Anthony J. Bryant | |
Birth Date: | 14 February 1961 |
Birth Place: | Franklin, Indiana, US |
Death Place: | Franklin, Indiana, US |
Nationality: | American |
Occupation: | Author |
Resting Place: | Greenlawn Cemetery (Franklin, Indiana) |
Anthony J. Bryant (February 14, 1961 – December 25, 2013) was an American author and editor. He worked in Japan for a period of time, and became an authority on medieval Japanese armor and samurai culture.
Bryant was born in Franklin, Indiana, and was adopted at age 5 by Robert M. and Margaret Bryant.[1] Following the death of his father when Bryant was 6, he and his mother moved to Miami Shores, Florida, where he spent his youth and attended Pinecrest Preparatory School.[1] After graduating from Florida State University in 1983 with a bachelor's degree in Japanese studies, he completed his graduate studies in Japanese studies (history, language, and armor) at Takushoku University in Tokyo, graduating in 1986. Bryant lived in Japan from 1986 to 1992.[1] He also earned an M.A. in Japanese from Indiana University Bloomington in 2003.[2]

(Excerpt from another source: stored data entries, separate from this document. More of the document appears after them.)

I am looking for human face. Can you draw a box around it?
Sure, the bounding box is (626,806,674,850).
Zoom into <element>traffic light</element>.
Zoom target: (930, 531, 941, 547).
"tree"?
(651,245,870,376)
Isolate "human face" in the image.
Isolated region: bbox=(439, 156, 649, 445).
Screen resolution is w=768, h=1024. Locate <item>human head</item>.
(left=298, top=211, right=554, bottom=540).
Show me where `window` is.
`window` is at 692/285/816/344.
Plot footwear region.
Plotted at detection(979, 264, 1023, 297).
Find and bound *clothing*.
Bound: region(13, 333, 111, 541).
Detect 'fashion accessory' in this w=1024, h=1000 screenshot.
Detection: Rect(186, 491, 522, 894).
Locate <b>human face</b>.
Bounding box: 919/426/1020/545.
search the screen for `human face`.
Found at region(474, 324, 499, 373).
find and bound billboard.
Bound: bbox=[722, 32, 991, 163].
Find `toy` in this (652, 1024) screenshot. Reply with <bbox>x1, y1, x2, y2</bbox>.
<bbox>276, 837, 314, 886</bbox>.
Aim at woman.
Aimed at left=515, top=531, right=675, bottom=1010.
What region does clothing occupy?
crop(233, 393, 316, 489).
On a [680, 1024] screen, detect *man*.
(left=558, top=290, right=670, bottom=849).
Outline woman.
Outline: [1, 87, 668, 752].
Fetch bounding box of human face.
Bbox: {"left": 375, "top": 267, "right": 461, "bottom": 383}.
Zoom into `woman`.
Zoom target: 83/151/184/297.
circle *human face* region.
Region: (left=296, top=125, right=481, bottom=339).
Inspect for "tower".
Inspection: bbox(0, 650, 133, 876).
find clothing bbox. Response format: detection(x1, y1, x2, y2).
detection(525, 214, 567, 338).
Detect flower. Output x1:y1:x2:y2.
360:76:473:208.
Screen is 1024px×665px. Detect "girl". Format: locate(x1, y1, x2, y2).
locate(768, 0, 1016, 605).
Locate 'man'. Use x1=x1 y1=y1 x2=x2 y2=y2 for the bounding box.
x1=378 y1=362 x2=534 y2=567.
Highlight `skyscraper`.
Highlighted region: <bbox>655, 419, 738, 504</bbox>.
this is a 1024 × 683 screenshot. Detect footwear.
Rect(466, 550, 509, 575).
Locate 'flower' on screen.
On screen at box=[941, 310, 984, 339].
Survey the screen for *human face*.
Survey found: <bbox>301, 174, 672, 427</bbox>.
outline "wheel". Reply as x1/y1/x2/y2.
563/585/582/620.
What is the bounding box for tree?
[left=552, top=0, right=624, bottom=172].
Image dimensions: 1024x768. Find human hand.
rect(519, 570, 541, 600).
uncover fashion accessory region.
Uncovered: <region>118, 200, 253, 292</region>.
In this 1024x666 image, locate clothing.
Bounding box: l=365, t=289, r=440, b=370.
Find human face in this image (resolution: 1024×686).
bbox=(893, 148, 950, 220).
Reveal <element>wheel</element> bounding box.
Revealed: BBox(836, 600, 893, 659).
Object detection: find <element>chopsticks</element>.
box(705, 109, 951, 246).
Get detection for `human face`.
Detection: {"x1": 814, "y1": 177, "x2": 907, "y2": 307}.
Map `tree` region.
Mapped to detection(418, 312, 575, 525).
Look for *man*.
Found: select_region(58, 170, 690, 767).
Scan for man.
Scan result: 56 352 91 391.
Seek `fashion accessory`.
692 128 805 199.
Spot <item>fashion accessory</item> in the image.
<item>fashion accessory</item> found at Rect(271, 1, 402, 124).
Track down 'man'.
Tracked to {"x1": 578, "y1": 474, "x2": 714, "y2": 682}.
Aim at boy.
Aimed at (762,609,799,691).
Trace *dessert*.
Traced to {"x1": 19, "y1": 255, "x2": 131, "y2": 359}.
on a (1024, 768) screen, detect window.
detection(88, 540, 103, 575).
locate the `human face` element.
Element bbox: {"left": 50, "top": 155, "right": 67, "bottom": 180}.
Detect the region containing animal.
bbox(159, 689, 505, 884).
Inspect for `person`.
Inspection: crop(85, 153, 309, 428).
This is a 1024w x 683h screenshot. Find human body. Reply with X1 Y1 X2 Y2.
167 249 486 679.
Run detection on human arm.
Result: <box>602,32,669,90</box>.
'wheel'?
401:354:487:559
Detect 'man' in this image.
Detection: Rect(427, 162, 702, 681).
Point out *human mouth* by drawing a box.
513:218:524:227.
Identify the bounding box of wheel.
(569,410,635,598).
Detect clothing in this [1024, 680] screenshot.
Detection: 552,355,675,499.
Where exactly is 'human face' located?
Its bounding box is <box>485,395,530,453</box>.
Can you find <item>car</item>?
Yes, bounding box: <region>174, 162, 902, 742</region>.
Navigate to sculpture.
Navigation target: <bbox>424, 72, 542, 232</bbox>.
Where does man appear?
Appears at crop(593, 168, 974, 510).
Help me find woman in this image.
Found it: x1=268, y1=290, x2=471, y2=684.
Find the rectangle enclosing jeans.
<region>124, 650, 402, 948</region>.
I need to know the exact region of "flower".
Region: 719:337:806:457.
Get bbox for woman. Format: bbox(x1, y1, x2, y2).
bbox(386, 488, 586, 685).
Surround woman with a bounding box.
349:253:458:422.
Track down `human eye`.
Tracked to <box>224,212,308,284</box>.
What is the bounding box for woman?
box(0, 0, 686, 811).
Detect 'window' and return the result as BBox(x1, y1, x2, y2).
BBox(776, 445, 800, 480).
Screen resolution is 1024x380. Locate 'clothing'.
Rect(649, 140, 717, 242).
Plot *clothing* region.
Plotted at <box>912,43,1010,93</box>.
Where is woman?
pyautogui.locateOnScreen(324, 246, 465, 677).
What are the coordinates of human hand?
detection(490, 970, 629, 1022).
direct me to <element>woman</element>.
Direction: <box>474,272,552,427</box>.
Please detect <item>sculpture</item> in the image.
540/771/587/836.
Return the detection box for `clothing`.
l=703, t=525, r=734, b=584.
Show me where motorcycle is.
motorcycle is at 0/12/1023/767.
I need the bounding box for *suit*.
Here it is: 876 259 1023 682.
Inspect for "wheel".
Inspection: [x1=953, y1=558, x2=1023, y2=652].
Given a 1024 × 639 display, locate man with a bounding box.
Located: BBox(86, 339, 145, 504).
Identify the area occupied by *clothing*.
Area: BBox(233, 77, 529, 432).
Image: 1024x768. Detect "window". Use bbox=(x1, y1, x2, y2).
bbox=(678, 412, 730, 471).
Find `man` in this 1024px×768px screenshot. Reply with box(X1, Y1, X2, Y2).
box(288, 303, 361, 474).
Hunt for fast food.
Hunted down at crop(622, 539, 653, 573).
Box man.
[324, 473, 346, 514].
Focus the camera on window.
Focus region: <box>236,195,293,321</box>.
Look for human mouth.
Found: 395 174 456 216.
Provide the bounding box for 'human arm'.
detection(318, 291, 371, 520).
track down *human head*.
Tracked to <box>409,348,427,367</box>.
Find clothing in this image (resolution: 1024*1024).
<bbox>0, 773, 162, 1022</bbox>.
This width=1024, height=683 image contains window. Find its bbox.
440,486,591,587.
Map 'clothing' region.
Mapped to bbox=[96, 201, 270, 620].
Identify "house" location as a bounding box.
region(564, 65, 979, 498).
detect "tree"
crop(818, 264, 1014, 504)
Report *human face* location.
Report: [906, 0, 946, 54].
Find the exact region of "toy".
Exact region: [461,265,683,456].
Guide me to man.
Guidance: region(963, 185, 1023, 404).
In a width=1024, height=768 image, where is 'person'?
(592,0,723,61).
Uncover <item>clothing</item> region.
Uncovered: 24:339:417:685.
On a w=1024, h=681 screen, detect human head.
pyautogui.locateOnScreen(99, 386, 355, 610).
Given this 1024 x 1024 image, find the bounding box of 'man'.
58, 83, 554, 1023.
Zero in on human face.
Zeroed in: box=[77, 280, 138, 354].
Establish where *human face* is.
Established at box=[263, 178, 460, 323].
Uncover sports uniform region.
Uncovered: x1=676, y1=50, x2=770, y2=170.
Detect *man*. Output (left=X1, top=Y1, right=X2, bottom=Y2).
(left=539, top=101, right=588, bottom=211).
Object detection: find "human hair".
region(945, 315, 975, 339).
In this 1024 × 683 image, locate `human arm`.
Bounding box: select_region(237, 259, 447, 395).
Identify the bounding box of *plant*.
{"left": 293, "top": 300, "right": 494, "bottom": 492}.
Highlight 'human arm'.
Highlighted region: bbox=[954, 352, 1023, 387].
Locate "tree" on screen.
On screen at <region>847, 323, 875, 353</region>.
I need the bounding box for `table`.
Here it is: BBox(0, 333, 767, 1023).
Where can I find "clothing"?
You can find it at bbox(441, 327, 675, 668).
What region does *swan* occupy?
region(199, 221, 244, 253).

While living in Japan, Bryant worked as a features editor for the Mainichi Daily News, and as editor for the Tokyo Journal, an English language monthly magazine.[1] He was considered a historian of Japan specializing in Kamakura, Muromachi, and Momoyama period warrior culture.[1]
After returning from Japan in 1995, he became the editor of Dragon, the flagship publication of TSR, the creators of the fantasy role-playing game Dungeons & Dragons, for eight issues.[1]
For several years, Bryant made presentations and appeared on panels at several conventions, including the 52nd World Science Fiction Convention in Winnipeg in 1994,[3] and the 54th World Science Fiction Convention in Anaheim in 1996.[4]
As an authority on Japanese armor, Bryant became widely involved in the Society for Creative Anachronism.[5] He provided a foreword for The Watanabe Art Museum Samurai Armour Collection Volume 1: Kabuto & Mengu.[6]
Bryant wrote four books for Osprey Publishing on samurai history, and co-authored, with Mark T. Arsenault, the core rulebook for the role-playing game Sengoku: Chanbara Roleplaying in Feudal Japan.[1]
In his book The Shogun's Soldiers, Michael von Essen highly recommended Bryant's Samurai 1550–1600 as an "easily accessible book on samurai and ashigaru at the time of [Japanese] civil wars."[7]
In Anime Sacramento, Laurine White responded to an article about Japanimation by Bryant that had been published in EYE-AI magazine, saying, "Some of what [Bryant] has to say is suspect, like 'Few who see Dr. Slump fail to love it.' If that were true, subtitled Dr. Slump should be in great demand. Sure it is!"[8]
Bryant died on December 25, 2013, at St. Francis Health in Indianapolis.[1]